2017 London Classic Bore
Chess as a spectator sport?!
Can you imagine 1.5 billion people wanting to watch a bucket fill up over time, drop by drop? No!
Not very likely! Just as unlikely as the ”1.5 billion” figure that has recently been pulled out of a magician’s ass hat when AGON estimated how many people watch chess tournaments online.
Photography by L. Ootes
This is not meant as a reflection on the invited players’ inability to win a single game against each other in 15 tries so far. The players are trying their best! But holding a tournament at the very end of a very busy year for these gentlemen is not the desired formula for eternal youth and vigor that the London organizers had hoped for. The players are not trained circus dogs. They are humans. Besides, chess tournaments are not supposed to have a circus-type ambient…
I think that it is time re-think the model of what a modern top-level tournament is and especially what the organizers want it to achieve. If the purpose is to turn it into an elitist, stuffy and cliquish sorority of players who don’t want to risk their Elos like everybody else must, then this goal has already been achieved.
But the downside of this modern model is that the world rightly ignores boring things. Especially, worrisome is that even hardcore chess players ignore such boring tournaments.
If the organizers want to attract spectators, then there is no shortage of hungry and up-and-coming talent out there just waiting for their shot at these guys. The Indian superstar Santosh (age 23), who was only recently awarded the ‘Sportsman of the Year’ in India, lamented in an interview that he lacked opportunities to meet these elite players in over the board competition.

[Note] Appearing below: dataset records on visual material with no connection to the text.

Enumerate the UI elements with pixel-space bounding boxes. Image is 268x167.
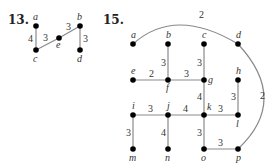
problem-number-13: 13. bbox=[8, 13, 29, 27]
vertex-l bbox=[235, 112, 241, 118]
vertex-b bbox=[165, 41, 171, 47]
graph-15: 15. 2 2 3 3 2 3 4 3 3 4 3 3 4 3 3 bbox=[103, 9, 265, 163]
vertex-label-o: o bbox=[201, 152, 206, 163]
vertex-label-m: m bbox=[129, 152, 136, 163]
vertex-label-j: j bbox=[165, 100, 170, 111]
weight-k-o: 3 bbox=[197, 127, 202, 138]
graph-diagrams: 13. 4 3 3 3 a b c d e 15. bbox=[0, 0, 268, 167]
vertex-j bbox=[165, 112, 171, 118]
vertex-label-b: b bbox=[77, 11, 82, 22]
weight-b-d: 3 bbox=[83, 33, 88, 44]
vertex-g bbox=[201, 77, 207, 83]
weight-e-b: 3 bbox=[66, 21, 71, 32]
edge-a-d bbox=[133, 25, 238, 44]
vertex-label-h: h bbox=[236, 65, 241, 76]
vertex-label-c: c bbox=[202, 29, 207, 40]
weight-j-k: 4 bbox=[183, 103, 188, 114]
weight-e-f: 2 bbox=[149, 68, 154, 79]
vertex-a bbox=[130, 41, 136, 47]
weight-f-g: 3 bbox=[184, 68, 189, 79]
vertex-label-i: i bbox=[132, 100, 135, 111]
vertex-c bbox=[201, 41, 207, 47]
vertex-label-n: n bbox=[165, 152, 170, 163]
weight-a-d: 2 bbox=[199, 9, 204, 20]
weight-j-n: 4 bbox=[161, 127, 166, 138]
weight-i-j: 3 bbox=[148, 103, 153, 114]
vertex-label-p: p bbox=[235, 152, 241, 163]
vertex-e bbox=[130, 77, 136, 83]
vertex-label-c: c bbox=[33, 53, 38, 64]
vertex-label-e: e bbox=[56, 39, 61, 50]
vertex-label-a: a bbox=[131, 29, 136, 40]
weight-o-p: 3 bbox=[218, 137, 223, 148]
weight-c-e: 3 bbox=[43, 32, 48, 43]
vertex-label-f: f bbox=[166, 82, 170, 93]
weight-i-m: 3 bbox=[126, 127, 131, 138]
vertex-o bbox=[201, 146, 207, 152]
vertex-h bbox=[235, 77, 241, 83]
vertex-c bbox=[33, 47, 39, 53]
vertex-m bbox=[130, 146, 136, 152]
weight-g-k: 4 bbox=[197, 91, 202, 102]
weight-b-f: 3 bbox=[161, 57, 166, 68]
vertex-i bbox=[130, 112, 136, 118]
vertex-p bbox=[235, 146, 241, 152]
vertex-label-d: d bbox=[77, 53, 83, 64]
weight-c-g: 3 bbox=[197, 57, 202, 68]
weight-k-l: 3 bbox=[218, 103, 223, 114]
vertex-n bbox=[165, 146, 171, 152]
vertex-label-d: d bbox=[236, 29, 242, 40]
vertex-label-a: a bbox=[33, 11, 38, 22]
vertex-label-l: l bbox=[236, 118, 239, 129]
vertex-label-b: b bbox=[166, 29, 171, 40]
vertex-d bbox=[235, 41, 241, 47]
vertex-d bbox=[77, 47, 83, 53]
vertex-label-k: k bbox=[207, 101, 212, 112]
graph-13: 13. 4 3 3 3 a b c d e bbox=[8, 11, 88, 64]
vertex-a bbox=[33, 23, 39, 29]
weight-h-l: 3 bbox=[231, 91, 236, 102]
weight-a-c: 4 bbox=[28, 33, 33, 44]
vertex-label-e: e bbox=[131, 65, 136, 76]
vertex-b bbox=[77, 23, 83, 29]
vertex-label-g: g bbox=[208, 74, 213, 85]
problem-number-15: 15. bbox=[103, 13, 124, 27]
vertex-k bbox=[201, 112, 207, 118]
weight-d-p: 2 bbox=[260, 90, 265, 101]
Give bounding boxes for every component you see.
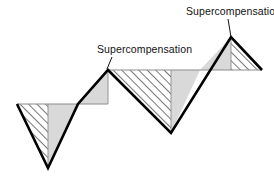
leader-line-lower xyxy=(107,57,112,69)
label-supercompensation-lower: Supercompensation xyxy=(97,43,192,55)
leader-line-upper xyxy=(228,19,231,37)
label-supercompensation-upper: Supercompensation xyxy=(186,5,274,17)
region-peak-2-left xyxy=(200,37,231,70)
supercompensation-figure: Supercompensation Supercompensation xyxy=(0,0,274,178)
region-valley-2-right xyxy=(171,70,200,133)
figure-canvas: Supercompensation Supercompensation xyxy=(0,0,274,178)
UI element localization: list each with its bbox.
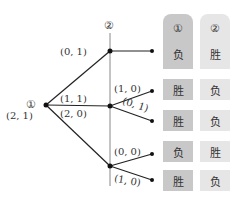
root-label: ① <box>26 99 36 110</box>
result-cell: 负 <box>200 110 230 131</box>
branch-label: (1, 0) <box>114 84 141 94</box>
result-cell: 胜 <box>163 110 193 131</box>
node-bottom <box>108 164 113 169</box>
result-cell: 胜 <box>163 79 193 100</box>
result-cell: 负 <box>200 79 230 100</box>
leaf-node <box>150 49 154 53</box>
branch-label: (0, 1) <box>60 47 87 57</box>
result-cell: 负 <box>200 170 230 191</box>
leaf-node <box>150 178 154 182</box>
edge-root-mid <box>46 105 110 106</box>
leaf-node <box>150 89 154 93</box>
branch-label: (1, 1) <box>60 94 87 104</box>
root-payoff: (2, 1) <box>6 111 33 121</box>
node-mid <box>108 104 113 109</box>
player2-label: ② <box>104 20 114 31</box>
branch-label: (2, 0) <box>60 109 87 119</box>
leaf-node <box>150 119 154 123</box>
result-cell: 胜 <box>210 46 221 62</box>
leaf-node <box>150 152 154 156</box>
node-top <box>108 49 113 54</box>
result-cell: 负 <box>163 141 193 162</box>
result-cell: 胜 <box>163 170 193 191</box>
player2-header: ② <box>210 22 220 35</box>
result-cell: 负 <box>173 46 184 62</box>
root-node <box>44 103 49 108</box>
player1-column: ① 负 <box>163 14 193 69</box>
player1-header: ① <box>173 22 183 35</box>
result-cell: 胜 <box>200 141 230 162</box>
player2-column: ② 胜 <box>200 14 230 69</box>
branch-label: (0, 0) <box>114 147 141 157</box>
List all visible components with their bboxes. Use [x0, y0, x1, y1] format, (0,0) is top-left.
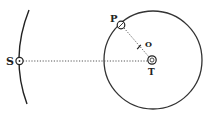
- planet-marker: [117, 21, 125, 29]
- label-t: T: [148, 67, 155, 77]
- earth-marker: [148, 56, 156, 64]
- label-s: S: [6, 55, 14, 68]
- orbit-diagram: S P T O: [0, 0, 212, 115]
- sun-marker: [16, 57, 23, 64]
- label-p: P: [110, 13, 118, 24]
- label-o: O: [145, 39, 152, 49]
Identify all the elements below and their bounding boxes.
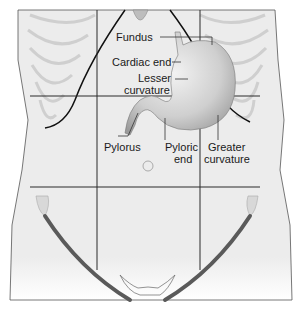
abdomen-diagram: Fundus Cardiac end Lesser curvature Pylo… — [0, 0, 293, 310]
label-greater-curvature-line1: Greater — [208, 141, 245, 153]
label-greater-curvature-line2: curvature — [204, 153, 250, 165]
label-pyloric-end-line2: end — [174, 153, 192, 165]
label-cardiac-end: Cardiac end — [112, 56, 171, 68]
label-pylorus: Pylorus — [104, 141, 141, 153]
label-pyloric-end-line1: Pyloric — [165, 141, 198, 153]
label-fundus: Fundus — [116, 31, 153, 43]
label-lesser-curvature-line1: Lesser — [138, 72, 171, 84]
label-lesser-curvature-line2: curvature — [124, 84, 170, 96]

The same can be said of a number of his generation. Until organizers of tournaments such as the London Classic want to change the boring model of usual, the up and coming talent will have to wait for the Anand’s and Adam’s of the chess world to die off, voluntarily retire or be kidnapped by aliens from another world before they get their chances to compete. And the question must be asked: Will there still be any spectators left by then?